Home >> Chamber's Encyclopedia, Volume 2 >> Bagshot Beds to Barometer >> Baptists The Church of God

Baptists-The Church of God

bar, called, iron, trial and ordinaries

BAPTISTS--THE CHURCH OF GOD. See WINEBRENNERIANS.

BAR is any elongated piece of wood, metal, or other solid substance. In the iron manufacture, B. is a rod, either round or square shafted. The round ones are made by drawing• the iron red-hot through a bore or hole in a plate, and the square ones by pass ing it likewise red-hot through a roller-mill between two rollers eounter-grooved, with their triangular-grooved faces forming the square opening for the passage of the iron. Railway and knee iron are made in the same manner. See IRON.

BAR, in hydrography, is a bank opposite the mouth of a river, which obstructs or bars the entrance of vessels. The B. is formed where the rush of the stream is arrested by the water of the sea, as the mud and sand suspended in the river water are thus allowed to be deposited. It is thus that deltas are formed at the mouths of rivers. The navigation of many streams as the Danube) is kept open only by constant dredging or other artificial means.

BAR, in music, is a line drawn across the stave, to divide the music into small por tions of equal duration; each of these small portions is itself called a bar.

BAR, or BARR, in heraldry, one of those more important figures or charges in her aldry which are known as ordinaries. By the heralds of this country, the ordinaries, or as, by way of eminence, they arc called, the "honorable ordinaries,"' are commonly reckoned as ten in number, the subordinaries, or minor charges, being greatly more numerous. The B., like the fess (q.v.), is formed by two horizontal lines passing over the shield, but it differs from it in size, the fess occupying a third, the B. only a fifth

part of the shield. There is this further difference between these two ordinaries, that the fess is confined to the center, while the B. may be borne in several parts of the shield. There is a diminutive of the B. called the closet, which is half a B.; and again of the closet, called the barrulet, which is half a closet, or the fourth part of a bar.— BAR-GEMEL is a double bar, from the French jumeau, f. jume//4 a twin.

BAR, in law. This word has several legal meanings; thus, it is the term used to signify an inclosure or fixed place in a court of justice where lawyers may plead. or perhaps more correctly, where they can address their advocacy on behalf of their clients. A veiled-off space within the houses of parliament is similarly called the B. See PLEADING. The dock, or inclosed space where persons accused of felonies and other offenses stand or sit during their trial, is also called the B.; hence the expression, "prisoner at the B." This word is likewise applied to the gate or rail thrown across a turnpike road for the levying of the toll-duties. It has also a general meaning in legal signifyingprocedure, signifyin something by way of stoppage or prevention. There is also a trial at B., that is, a trial the judges of a particular court, who sit together for that purpose in bane (q.v.). See BAR OF DOWER, PLEA, TRIAL AT BAR, TOLL, FELONY, TREASON, BARRISTERS, ADVOCATE.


[What the task requires] The lines of the records that include "Permit" should all be copied.

Web page and app entries
—————
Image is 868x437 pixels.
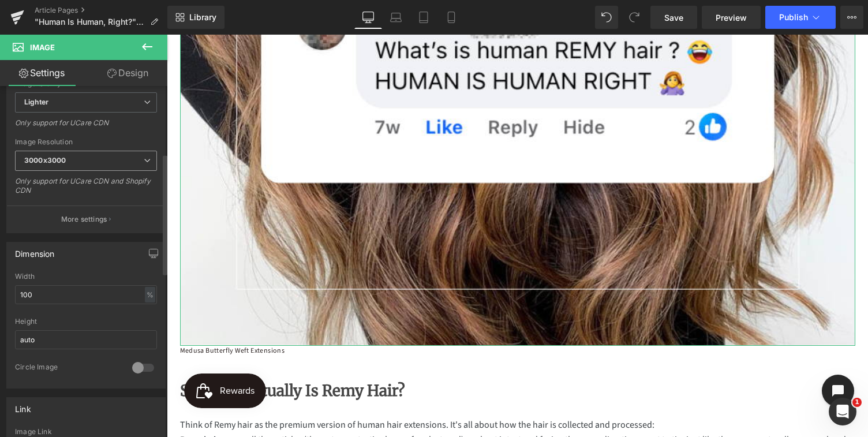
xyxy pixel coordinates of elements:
a: Laptop [382,6,410,29]
p: means all the cuticles (the outer protective layer of each strand) are kept intact and facing the... [13,398,689,413]
b: So What Actually Is Remy Hair? [13,346,239,365]
button: Redo [623,6,646,29]
button: Undo [596,6,618,29]
span: Image [30,42,55,52]
a: New Library [168,6,225,29]
div: Link [15,397,31,414]
p: Think of Remy hair as the premium version of human hair extensions. It's all about how the hair i... [13,383,689,398]
div: Dimension [15,242,55,258]
b: Lighter [24,97,48,106]
a: Mobile [437,6,465,29]
div: Circle Image [15,362,121,375]
div: % [145,287,155,302]
p: More settings [62,214,108,225]
div: Image Resolution [15,138,157,146]
strong: Remy hair [13,399,53,411]
span: Preview [716,12,747,23]
span: Publish [779,12,808,22]
button: More [841,6,864,29]
div: Only support for UCare CDN [15,119,157,135]
span: 1 [853,397,862,407]
a: Design [86,60,170,86]
b: 3000x3000 [24,156,66,165]
div: Width [15,272,157,280]
iframe: Button to open loyalty program pop-up [18,339,100,373]
button: Publish [765,6,836,29]
div: Height [15,318,157,326]
span: Save [664,12,683,23]
a: Desktop [355,6,382,29]
a: Tablet [410,6,437,29]
div: Image Link [15,427,157,436]
a: Article Pages [34,6,168,15]
input: auto [15,330,157,349]
div: Only support for UCare CDN and Shopify CDN [15,176,157,203]
iframe: Intercom live chat [829,397,857,425]
input: auto [15,285,157,304]
p: Medusa Butterfly Weft Extensions [13,311,689,321]
span: Library [190,12,217,23]
button: More settings [7,206,165,233]
span: "Human Is Human, Right?" Why Remy Hair Actually Matters [34,18,146,26]
a: Preview [702,6,761,29]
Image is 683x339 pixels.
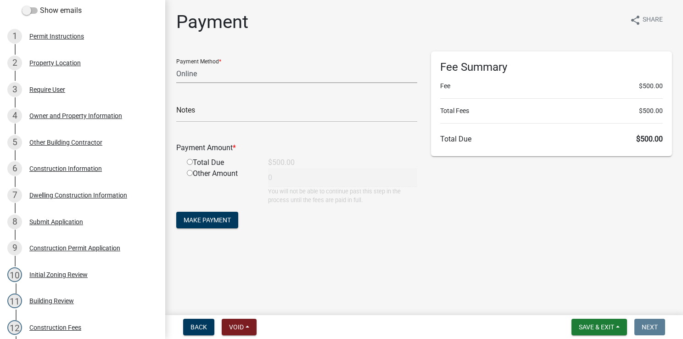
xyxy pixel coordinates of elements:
[440,135,663,143] h6: Total Due
[29,33,84,39] div: Permit Instructions
[7,267,22,282] div: 10
[29,219,83,225] div: Submit Application
[191,323,207,331] span: Back
[7,214,22,229] div: 8
[636,135,663,143] span: $500.00
[180,168,261,204] div: Other Amount
[7,108,22,123] div: 4
[639,81,663,91] span: $500.00
[643,15,663,26] span: Share
[29,86,65,93] div: Require User
[634,319,665,335] button: Next
[22,5,82,16] label: Show emails
[183,319,214,335] button: Back
[29,60,81,66] div: Property Location
[29,112,122,119] div: Owner and Property Information
[7,188,22,202] div: 7
[7,293,22,308] div: 11
[440,81,663,91] li: Fee
[184,216,231,224] span: Make Payment
[440,106,663,116] li: Total Fees
[29,271,88,278] div: Initial Zoning Review
[29,245,120,251] div: Construction Permit Application
[169,142,424,153] div: Payment Amount
[7,82,22,97] div: 3
[176,212,238,228] button: Make Payment
[29,192,127,198] div: Dwelling Construction Information
[29,297,74,304] div: Building Review
[440,61,663,74] h6: Fee Summary
[7,29,22,44] div: 1
[630,15,641,26] i: share
[29,139,102,146] div: Other Building Contractor
[642,323,658,331] span: Next
[29,165,102,172] div: Construction Information
[639,106,663,116] span: $500.00
[222,319,257,335] button: Void
[29,324,81,331] div: Construction Fees
[572,319,627,335] button: Save & Exit
[7,161,22,176] div: 6
[180,157,261,168] div: Total Due
[176,11,248,33] h1: Payment
[579,323,614,331] span: Save & Exit
[7,241,22,255] div: 9
[7,135,22,150] div: 5
[622,11,670,29] button: shareShare
[7,56,22,70] div: 2
[7,320,22,335] div: 12
[229,323,244,331] span: Void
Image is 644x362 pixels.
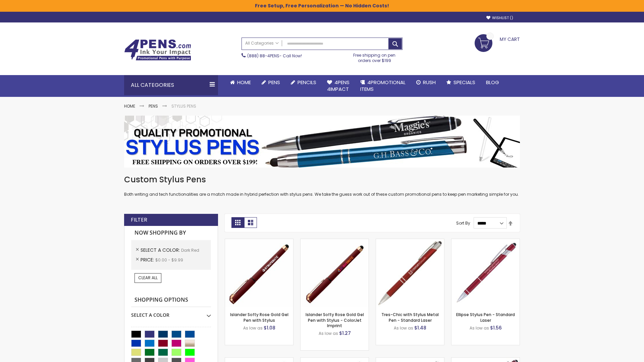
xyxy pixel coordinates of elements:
[263,325,275,331] span: $1.08
[355,75,410,97] a: 4PROMOTIONALITEMS
[360,79,406,92] span: 4PROMOTIONAL ITEMS
[135,273,161,282] a: Clear All
[414,325,426,331] span: $1.48
[410,75,441,89] a: Rush
[124,39,191,60] img: 4Pens Custom Pens and Promotional Products
[131,306,211,318] div: Select A Color
[124,174,520,185] h1: Custom Stylus Pens
[131,216,147,224] strong: Filter
[490,325,502,331] span: $1.56
[451,238,519,244] a: Ellipse Stylus Pen - Standard Laser-Dark Red
[247,53,280,59] a: (888) 88-4PENS
[149,103,158,109] a: Pens
[225,238,293,244] a: Islander Softy Rose Gold Gel Pen with Stylus-Dark Red
[256,75,285,89] a: Pens
[300,238,368,244] a: Islander Softy Rose Gold Gel Pen with Stylus - ColorJet Imprint-Dark Red
[138,275,158,280] span: Clear All
[171,103,196,109] strong: Stylus Pens
[268,79,280,85] span: Pens
[441,75,481,89] a: Specials
[232,217,244,228] strong: Grid
[454,79,475,85] span: Specials
[327,79,349,92] span: 4Pens 4impact
[486,15,513,20] a: Wishlist
[124,103,136,109] a: Home
[245,40,279,46] span: All Categories
[140,247,181,253] span: Select A Color
[481,75,505,89] a: Blog
[300,239,368,306] img: Islander Softy Rose Gold Gel Pen with Stylus - ColorJet Imprint-Dark Red
[247,53,302,59] span: - Call Now!
[469,325,488,330] span: As low as
[243,325,262,330] span: As low as
[181,247,199,253] span: Dark Red
[230,311,288,323] a: Islander Softy Rose Gold Gel Pen with Stylus
[241,37,282,49] a: All Categories
[306,311,363,327] a: Islander Softy Rose Gold Gel Pen with Stylus - ColorJet Imprint
[131,226,211,240] strong: Now Shopping by
[451,239,519,306] img: Ellipse Stylus Pen - Standard Laser-Dark Red
[485,79,499,85] span: Blog
[456,220,470,226] label: Sort By
[346,50,403,63] div: Free shipping on pen orders over $199
[318,330,338,336] span: As low as
[124,115,520,167] img: Stylus Pens
[124,75,218,95] div: All Categories
[376,238,444,244] a: Tres-Chic with Stylus Metal Pen - Standard Laser-Dark Red
[382,311,438,323] a: Tres-Chic with Stylus Metal Pen - Standard Laser
[297,79,316,85] span: Pencils
[140,256,155,263] span: Price
[393,325,413,330] span: As low as
[124,174,520,197] div: Both writing and tech functionalities are a match made in hybrid perfection with stylus pens. We ...
[225,239,293,306] img: Islander Softy Rose Gold Gel Pen with Stylus-Dark Red
[237,79,251,85] span: Home
[376,239,444,306] img: Tres-Chic with Stylus Metal Pen - Standard Laser-Dark Red
[155,257,183,262] span: $0.00 - $9.99
[225,75,256,89] a: Home
[131,293,211,307] strong: Shopping Options
[321,75,355,97] a: 4Pens4impact
[423,79,435,85] span: Rush
[285,75,321,89] a: Pencils
[339,329,351,336] span: $1.27
[456,311,514,323] a: Ellipse Stylus Pen - Standard Laser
—————
[Exercise solution]
[29,33,84,39] div: Permit Instructions
[29,245,120,251] div: Construction Permit Application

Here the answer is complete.